Sunday, May 24, 2009

Torture - What Is It and Is It Ever Justified?

The controversy that has abounded recently about the use of waterboarding as an “enhanced interrogation technique” for terrorist detainees is rather superfluous. Torture is different to different people, depending on your frame of reference or the “relative” circumstances. Maybe, you’re like the person who said about pornography, “I can’t describe it, but I know it when I see it”. Is that the way we see torture?

Torture is technically defined as something that causes intense suffering and/or pain particularly in the context of punishment or coercion. The legal difference between torture and other forms of ill treatment lies in the level of severity of pain or suffering imposed. In addition, torture requires the existence of a specific purpose behind the act, such as to obtain information. Methods of torture can be both physical and/or psychological and can have lasting effects.

It is really difficult to get your arms around the legal definition since courts in different countries don’t agree. For example, the European Convention of Human Rights (HCHR) definition, as interpreted by the Court of Strasbourg, considers torture as just inhuman and degrading treatment, which can mean no invasive action at all. That means, for example, all the detainees are being tortured because they are being held without trial. What about what the U.S. government did to Japanese citizens during WWII, or what police do to criminals as a matter of routine?

I think we make the mistake of getting bogged down in the definition, which is rather illusive, but should speak to the events or conditions that cause the use of torture and then make moral judgment from that.

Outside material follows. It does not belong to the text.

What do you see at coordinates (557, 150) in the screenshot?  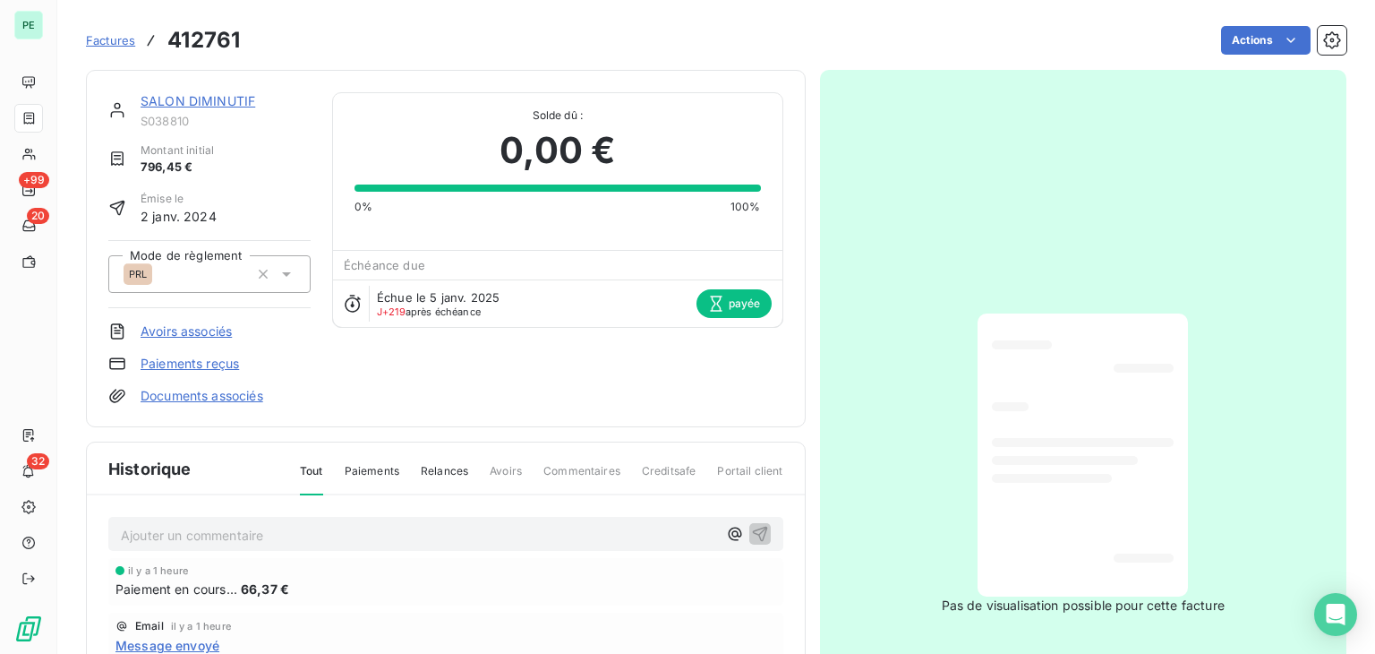 I see `span: 0,00 €` at bounding box center [557, 150].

John Locke, the 17th century English philosopher who greatly influenced our founders and is the source of our belief in the rule of law and the priority of legislative power, also believed there were situations where the rule of law did not apply. These are circumstances where the executive branch has the “power to act according to discretion, for the public good with prescription of the law, and sometimes even against it”. Remember when President Lincoln suspended the writ of habeas corpus in 1861 when Confederate sympathizers in Maryland burned bridges and attacked federal troops. The Supreme Court ruled that only Congress could do this and ordered the release of the criminals. Lincoln disobeyed the order, saying that the executive must sometimes do things it would not do in ordinary times. Does this change how you view Lincoln or his values?

I would say that 9/11 was extraordinary, even more so than the attack on Pearl Harbor. The question is: Was the nation in danger on 9/11? Was the President justified to imprison the terrorists in Guantanamo? Were the enhanced interrogations justified? Were they useful in protecting our country and its citizens?

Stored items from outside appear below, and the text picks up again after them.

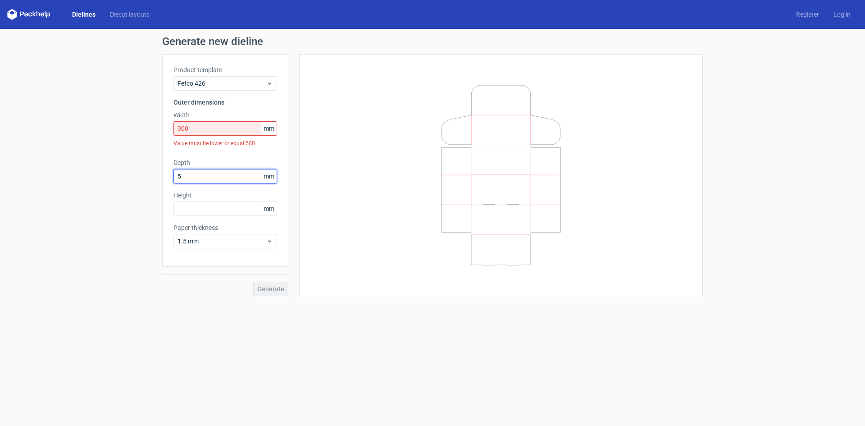  I want to click on a: Diecut layouts, so click(130, 14). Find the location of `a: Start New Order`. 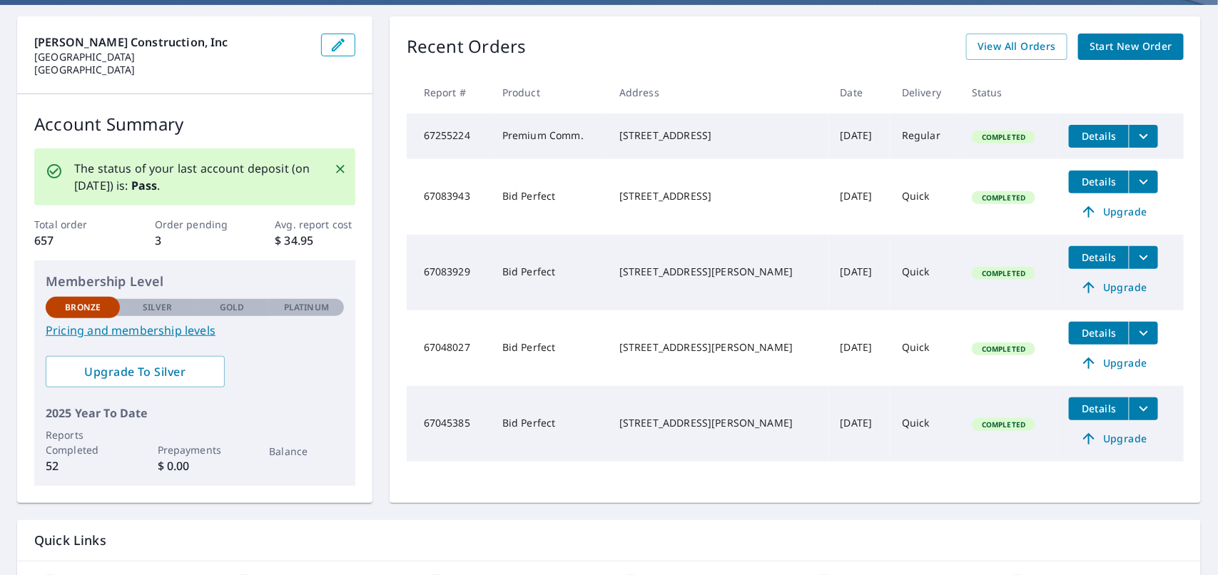

a: Start New Order is located at coordinates (1131, 46).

Our beliefs and values are such that nothing stands in the way of protecting our freedom and the safety of our people. If the world thinks less of us because we waterboarded 3 high level terrorists in the process, so be it. Let’s not dress this issue up in some righteous quest to save our reputation in the world. If you ask me, doing less to protect our freedom and the lives of our citizens would actually harm our status on the world stage, give comfort to our enemies, and send the wrong message to our friends and allies.